After leading the team in scoring with more than 40 points each last season, forwards Robbie Earl and Joe Pavelski are at it again.
Earl leads the team through the first four games with five points, one goal and four assists. Pavelski is not far behind, averaging one point a game with three goals and one assist.
The impact of the line — consisting of Pavelski, Earl and team captain Adam Burish — was never more evident than last weekend. In the two games against St. Cloud, the three combined for two goals and five assists.
"That whole line played well," head coach Mike Eaves said at a Monday press conference. "If you're going to be a good player at this level, you have to rely on the people you play with and they were pretty fun to watch."
In the Badgers' 3-1 win Saturday night, Pavelski and Earl each notched a point in all three Badger goals.
Earl and Pavelski both assisted on Ryan MacMurchy's first period goal and Earl earned an assist on each of Pavelski's two goals.
Watch for that line to lead the Badgers — both scoring goals and opening opportunities for other lines — throughout the season.
"They'll make it easier for us," Eaves said. "If we have all our lines firing, we can be as good as anybody. I think we'll get to that point."
WCHA schedule puts UW at home early: For the second-straight season, the Badgers’ schedule has them at home in the early stages of Western Collegiate Hockey Association play.
After a road series with St. Cloud last weekend, the home series with Alaska-Anchorage marks the beginning of a stretch that will see UW at home in three of the next four weekends.
Wisconsin will host UAA before going on the road to North Dakota. That series will be their last road trip until Thanksgiving break.
"Well, it's pretty much been our course of scheduling for the last couple of years so we're used to it," Eaves said.
Last year, the Badgers played four of their first six conference series at home, which helped them jump out to an early lead, before fizzling down the stretch.
Wisconsin will see a similar stretch towards the end of this season, when four of its six series in January and February are on the road.
But, similar to how the football team has to deal with not having a bye week until the end of the Big Ten season, the hockey team isn't dwelling on the things it cannot control — which right now means winning at home and putting up early WCHA points.
"We just have to control the things we can control," Eaves said. "We want to win every game, but if you look at the big picture it is important to put those points in the barn early."
League-wide instant replay scheduled to begin: After experimenting with instant replay at Denver and Colorado College last season, the WCHA — and the NCAA — decided to implement it for the 2005-06 season.
However, delays in getting the equipment delivered and set up at all WCHA arenas has postponed replay thus far.
But the use of replay to confirm the scoring of controversial goals is scheduled to begin with WCHA action this weekend.
"Last year with DU and CC having it, it proved to be an advantageous thing just because the fact that your getting the right calls," Eaves said. "Now that everybody in the league will have it … in important situations, they'll make the right calls, so I'm excited for it."
In other talks of changing rules, Eaves was asked if he ever expected the NCAA to institute a shootout, like the NHL has added at the end of overtimes to nix ties.
"I think the fact remains, how does it affect RPI? Until they figure out how to get around that, I don't think we'll see it in the college game," Eaves said.
Wisconsin has played to three overtimes in just four games this season, tying once.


ACTION ITEM
Read the data, and whenever a line holds the word "value", report that line.

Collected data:

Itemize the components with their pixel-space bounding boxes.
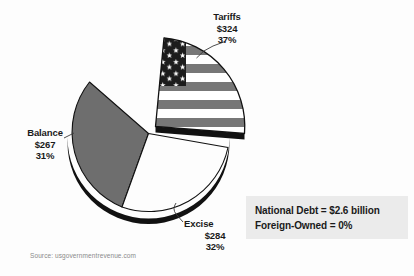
summary-info-box: National Debt = $2.6 billion Foreign-Own… [246,196,408,239]
slice-label-tariffs-value: $324 [196,23,258,35]
slice-label-excise-percent: 32% [184,241,246,253]
pie-chart-figure: Tariffs $324 37% Balance $267 31% Excise… [0,0,414,276]
foreign-owned-line: Foreign-Owned = 0% [255,220,408,231]
slice-label-excise-name: Excise [184,218,246,230]
source-attribution: Source: usgovernmentrevenue.com [30,252,136,259]
national-debt-line: National Debt = $2.6 billion [255,205,408,216]
slice-label-balance-name: Balance [14,127,76,139]
slice-label-tariffs-name: Tariffs [196,11,258,23]
slice-label-balance-percent: 31% [14,150,76,162]
slice-label-tariffs-percent: 37% [196,34,258,46]
slice-label-balance-value: $267 [14,139,76,151]
slice-label-tariffs: Tariffs $324 37% [196,11,258,46]
slice-label-excise: Excise $284 32% [184,218,246,253]
slice-label-excise-value: $284 [184,230,246,242]
flag-canton [100,30,186,86]
slice-label-balance: Balance $267 31% [14,127,76,162]
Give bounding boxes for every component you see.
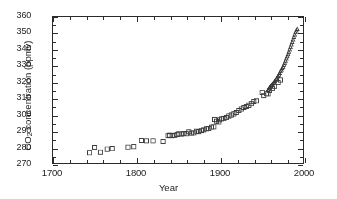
y-axis-tick [53,165,58,166]
x-axis-tick [137,158,138,163]
y-axis-tick [298,165,303,166]
x-axis-tick [103,17,104,20]
y-axis-tick [300,75,303,76]
y-axis-tick [53,116,58,117]
y-axis-tick [53,75,56,76]
x-axis-tick [204,160,205,163]
y-axis-tick [298,66,303,67]
y-axis-tick [53,124,56,125]
x-axis-tick [53,158,54,163]
y-axis-tick [300,91,303,92]
scatter-plot-canvas [53,17,303,163]
x-axis-tick [288,17,289,20]
x-axis-tick [204,17,205,20]
y-axis-tick [298,149,303,150]
y-axis-tick [298,83,303,84]
y-axis-tick [300,140,303,141]
y-axis-tick [53,33,58,34]
x-tick-label: 2000 [284,168,324,178]
x-axis-tick [288,160,289,163]
x-axis-tick [187,160,188,163]
x-axis-tick [238,17,239,20]
plot-area [52,16,304,164]
x-axis-tick [187,17,188,20]
y-axis-tick [53,149,58,150]
y-axis-tick [53,50,58,51]
x-axis-tick [53,17,54,22]
y-axis-tick [53,99,58,100]
co2-concentration-chart: 2702802903003103203303403503601700180019… [0,0,337,199]
x-axis-tick [238,160,239,163]
y-axis-tick [298,99,303,100]
y-axis-tick [298,33,303,34]
x-axis-tick [120,160,121,163]
y-axis-tick [53,66,58,67]
x-tick-label: 1700 [32,168,72,178]
x-axis-tick [171,160,172,163]
y-axis-tick [298,17,303,18]
x-tick-label: 1800 [116,168,156,178]
x-axis-tick [271,160,272,163]
x-axis-tick [154,160,155,163]
y-axis-tick [298,50,303,51]
y-axis-tick [53,58,56,59]
x-axis-tick [221,17,222,22]
y-axis-tick [53,25,56,26]
x-axis-tick [87,17,88,20]
x-axis-tick [221,158,222,163]
y-axis-tick [300,107,303,108]
x-tick-label: 1900 [200,168,240,178]
x-axis-tick [171,17,172,20]
x-axis-title: Year [0,182,337,193]
x-axis-tick [305,17,306,22]
x-axis-tick [70,17,71,20]
y-axis-title: CO2 concentration (ppmv) [22,16,33,176]
x-axis-tick [70,160,71,163]
x-axis-tick [305,158,306,163]
x-axis-tick [255,160,256,163]
y-axis-tick [300,58,303,59]
x-axis-tick [137,17,138,22]
y-axis-tick [53,91,56,92]
y-axis-tick [53,107,56,108]
y-axis-tick [298,116,303,117]
y-axis-tick [300,124,303,125]
y-axis-tick [53,83,58,84]
y-axis-tick [300,42,303,43]
y-axis-tick [53,132,58,133]
x-axis-tick [271,17,272,20]
x-axis-tick [255,17,256,20]
x-axis-tick [87,160,88,163]
y-axis-tick [300,157,303,158]
y-axis-tick [53,42,56,43]
y-axis-tick [300,25,303,26]
x-axis-tick [103,160,104,163]
y-axis-tick [298,132,303,133]
x-axis-tick [120,17,121,20]
x-axis-tick [154,17,155,20]
y-axis-tick [53,140,56,141]
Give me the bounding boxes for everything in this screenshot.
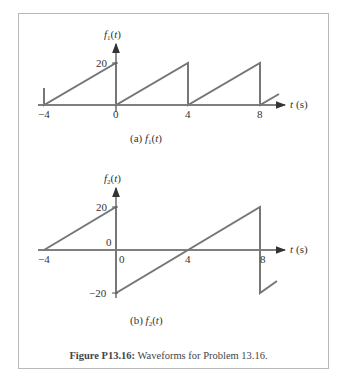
ytick-20: 20	[96, 57, 108, 69]
svg-text:20: 20	[96, 201, 108, 213]
figure-caption: Figure P13.16: Waveforms for Problem 13.…	[0, 350, 337, 361]
caption-text: Waveforms for Problem 13.16.	[135, 350, 268, 361]
panel-b-label: (b) f2(t)	[130, 314, 163, 328]
panel-a-label: (a) f1(t)	[130, 132, 162, 146]
chart-f2: 20 0 −20 −4 0 4 8 t (s) f2(t) (b) f2(t)	[38, 172, 308, 328]
svg-text:−20: −20	[89, 287, 107, 299]
svg-text:t: t	[290, 98, 294, 110]
chart-f1: 20 −4 0 4 8 t (s) f1(t) (a) f1(t)	[38, 28, 308, 146]
svg-text:f1(t): f1(t)	[104, 28, 121, 42]
svg-text:0: 0	[113, 108, 119, 120]
waveform-figure: 20 −4 0 4 8 t (s) f1(t) (a) f1(t) 20 0 −…	[0, 0, 337, 381]
svg-text:−4: −4	[38, 253, 50, 265]
svg-text:0: 0	[106, 236, 112, 248]
f1-waveform	[44, 63, 279, 105]
svg-text:(s): (s)	[296, 243, 308, 256]
svg-text:4: 4	[185, 253, 191, 265]
svg-text:8: 8	[260, 253, 266, 265]
svg-text:(s): (s)	[296, 98, 308, 111]
svg-text:8: 8	[257, 108, 263, 120]
svg-text:−4: −4	[38, 108, 50, 120]
svg-text:4: 4	[185, 108, 191, 120]
caption-label: Figure P13.16:	[69, 350, 135, 361]
svg-text:t: t	[290, 243, 294, 255]
svg-text:f2(t): f2(t)	[104, 172, 121, 186]
svg-text:0: 0	[119, 253, 125, 265]
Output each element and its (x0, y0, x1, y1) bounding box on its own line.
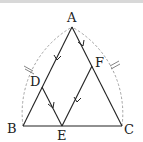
label-D: D (30, 74, 40, 89)
triangle-diagram: A B C D E F (0, 0, 143, 142)
segment-DE (42, 87, 62, 126)
label-A: A (66, 10, 77, 25)
label-B: B (7, 121, 17, 136)
label-F: F (95, 55, 104, 70)
segment-EF (62, 66, 92, 126)
arc-BA-equal-mark (24, 66, 34, 74)
parallel-arrow-FE (74, 97, 81, 102)
label-E: E (57, 128, 67, 142)
segment-AC (72, 27, 122, 126)
label-C: C (124, 122, 134, 137)
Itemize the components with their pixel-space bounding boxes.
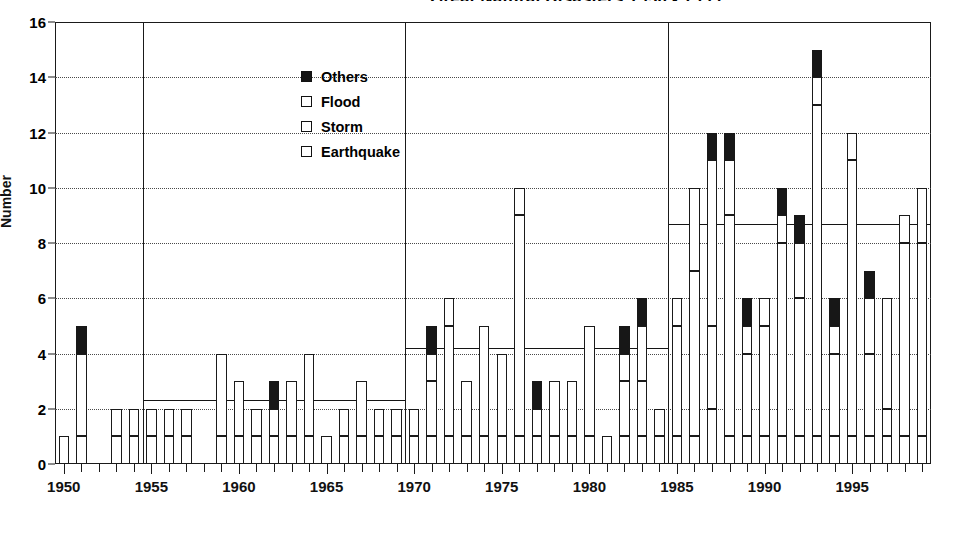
bar-segment-1995-storm (847, 160, 858, 436)
y-tick-label-0: 0 (6, 456, 46, 473)
bar-1982[interactable] (619, 22, 630, 464)
bar-1975[interactable] (497, 22, 508, 464)
bar-1985[interactable] (672, 22, 683, 464)
bar-1957[interactable] (181, 22, 192, 464)
legend-swatch-flood-icon (301, 96, 312, 107)
y-tick-mark-14 (48, 77, 55, 78)
bar-segment-1987-storm (707, 326, 718, 409)
x-tick-mark-1974 (484, 464, 485, 472)
legend-swatch-earthquake-icon (301, 146, 312, 157)
plot-area: Others Flood Storm Earthquake (55, 22, 931, 464)
bar-1950[interactable] (59, 22, 70, 464)
x-tick-mark-1973 (467, 464, 468, 472)
y-tick-label-4: 4 (6, 345, 46, 362)
bar-1984[interactable] (654, 22, 665, 464)
bar-segment-1970-storm (409, 409, 420, 437)
bar-1996[interactable] (864, 22, 875, 464)
bar-segment-1982-earthquake (619, 436, 630, 464)
bar-segment-1956-earthquake (164, 436, 175, 464)
bar-segment-1987-others (707, 133, 718, 161)
y-tick-mark-16 (48, 22, 55, 23)
bar-1995[interactable] (847, 22, 858, 464)
bar-segment-1984-earthquake (654, 436, 665, 464)
bar-1977[interactable] (532, 22, 543, 464)
bar-1999[interactable] (917, 22, 928, 464)
bar-1989[interactable] (742, 22, 753, 464)
x-tick-mark-1955 (151, 464, 152, 474)
bar-1955[interactable] (146, 22, 157, 464)
bar-1987[interactable] (707, 22, 718, 464)
x-tick-mark-1965 (327, 464, 328, 474)
bar-1978[interactable] (549, 22, 560, 464)
bar-1997[interactable] (882, 22, 893, 464)
x-tick-mark-1960 (239, 464, 240, 474)
bar-1954[interactable] (129, 22, 140, 464)
legend-item-storm[interactable]: Storm (301, 114, 471, 139)
bar-segment-1985-storm (672, 326, 683, 437)
y-tick-mark-8 (48, 243, 55, 244)
bar-segment-1995-flood (847, 133, 858, 161)
bar-1960[interactable] (234, 22, 245, 464)
bar-segment-1992-flood (794, 243, 805, 298)
bar-1990[interactable] (759, 22, 770, 464)
bar-segment-1992-others (794, 215, 805, 243)
x-tick-mark-1968 (379, 464, 380, 472)
legend-item-others[interactable]: Others (301, 64, 471, 89)
bar-segment-1969-storm (391, 409, 402, 437)
bar-segment-1997-flood (882, 298, 893, 409)
bar-1998[interactable] (899, 22, 910, 464)
bar-1962[interactable] (269, 22, 280, 464)
bar-segment-1996-others (864, 271, 875, 299)
bar-segment-1978-earthquake (549, 436, 560, 464)
x-tick-mark-1975 (502, 464, 503, 474)
bar-1979[interactable] (567, 22, 578, 464)
x-axis: 1950195519601965197019751980198519901995 (55, 464, 931, 514)
bar-segment-1959-earthquake (216, 436, 227, 464)
bar-segment-1951-others (76, 326, 87, 354)
bar-segment-1972-storm (444, 326, 455, 437)
legend-swatch-others-icon (301, 71, 312, 82)
legend-item-flood[interactable]: Flood (301, 89, 471, 114)
bar-1961[interactable] (251, 22, 262, 464)
bar-segment-1963-earthquake (286, 436, 297, 464)
bar-1974[interactable] (479, 22, 490, 464)
x-tick-mark-1971 (432, 464, 433, 472)
bar-segment-1972-earthquake (444, 436, 455, 464)
bar-segment-1986-flood (689, 188, 700, 271)
x-tick-mark-1995 (852, 464, 853, 474)
bar-segment-1962-others (269, 381, 280, 409)
x-tick-mark-1985 (677, 464, 678, 474)
y-tick-label-14: 14 (6, 69, 46, 86)
bar-1993[interactable] (812, 22, 823, 464)
bar-segment-1984-storm (654, 409, 665, 437)
bar-1983[interactable] (637, 22, 648, 464)
bar-1976[interactable] (514, 22, 525, 464)
bar-1980[interactable] (584, 22, 595, 464)
bar-1956[interactable] (164, 22, 175, 464)
bar-segment-1956-storm (164, 409, 175, 437)
x-tick-mark-1950 (64, 464, 65, 474)
bar-1959[interactable] (216, 22, 227, 464)
bar-1963[interactable] (286, 22, 297, 464)
bar-1991[interactable] (777, 22, 788, 464)
bar-1988[interactable] (724, 22, 735, 464)
bar-segment-1974-storm (479, 326, 490, 437)
bar-segment-1983-flood (637, 326, 648, 381)
bar-1994[interactable] (829, 22, 840, 464)
legend-label-earthquake: Earthquake (321, 144, 400, 160)
page-title: Great Natural Disasters 1950 - 1999 (430, 0, 960, 1)
y-tick-label-12: 12 (6, 124, 46, 141)
legend-item-earthquake[interactable]: Earthquake (301, 139, 471, 164)
bar-1951[interactable] (76, 22, 87, 464)
bar-1953[interactable] (111, 22, 122, 464)
bar-segment-1976-earthquake (514, 436, 525, 464)
x-tick-mark-1993 (817, 464, 818, 472)
bar-segment-1989-flood (742, 326, 753, 354)
bar-1992[interactable] (794, 22, 805, 464)
x-tick-mark-1998 (905, 464, 906, 472)
bar-segment-1993-earthquake (812, 436, 823, 464)
x-tick-mark-1986 (694, 464, 695, 472)
bar-1986[interactable] (689, 22, 700, 464)
x-tick-mark-1983 (642, 464, 643, 472)
bar-1981[interactable] (602, 22, 613, 464)
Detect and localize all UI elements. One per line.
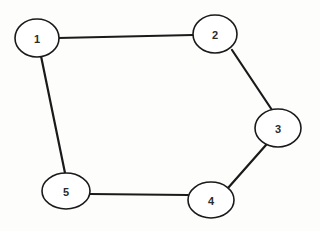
graph-node-5: 5: [42, 173, 90, 209]
node-label-1: 1: [34, 33, 40, 45]
graph-edge-4-5: [90, 194, 188, 195]
graph-node-3: 3: [255, 109, 301, 147]
node-label-3: 3: [275, 123, 281, 135]
nodes-layer: 12345: [15, 15, 301, 218]
graph-node-2: 2: [193, 15, 237, 53]
node-label-4: 4: [208, 195, 215, 207]
edges-layer: [41, 35, 272, 195]
graph-edge-2-3: [232, 50, 272, 110]
diagram-canvas: 12345: [0, 0, 320, 231]
node-label-2: 2: [212, 29, 218, 41]
graph-node-4: 4: [188, 182, 234, 218]
node-label-5: 5: [63, 186, 69, 198]
graph-node-1: 1: [15, 19, 59, 57]
graph-edge-3-4: [228, 145, 266, 188]
graph-edge-5-1: [41, 56, 65, 173]
graph-diagram: 12345: [0, 0, 320, 231]
graph-edge-1-2: [58, 35, 193, 38]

SOLUTION FOR THIS PROBLEM
slice-label-tariffs-value: $324 [196,23,258,35]
slice-label-balance-value: $267 [14,139,76,151]
slice-label-excise-value: $284 [184,230,246,242]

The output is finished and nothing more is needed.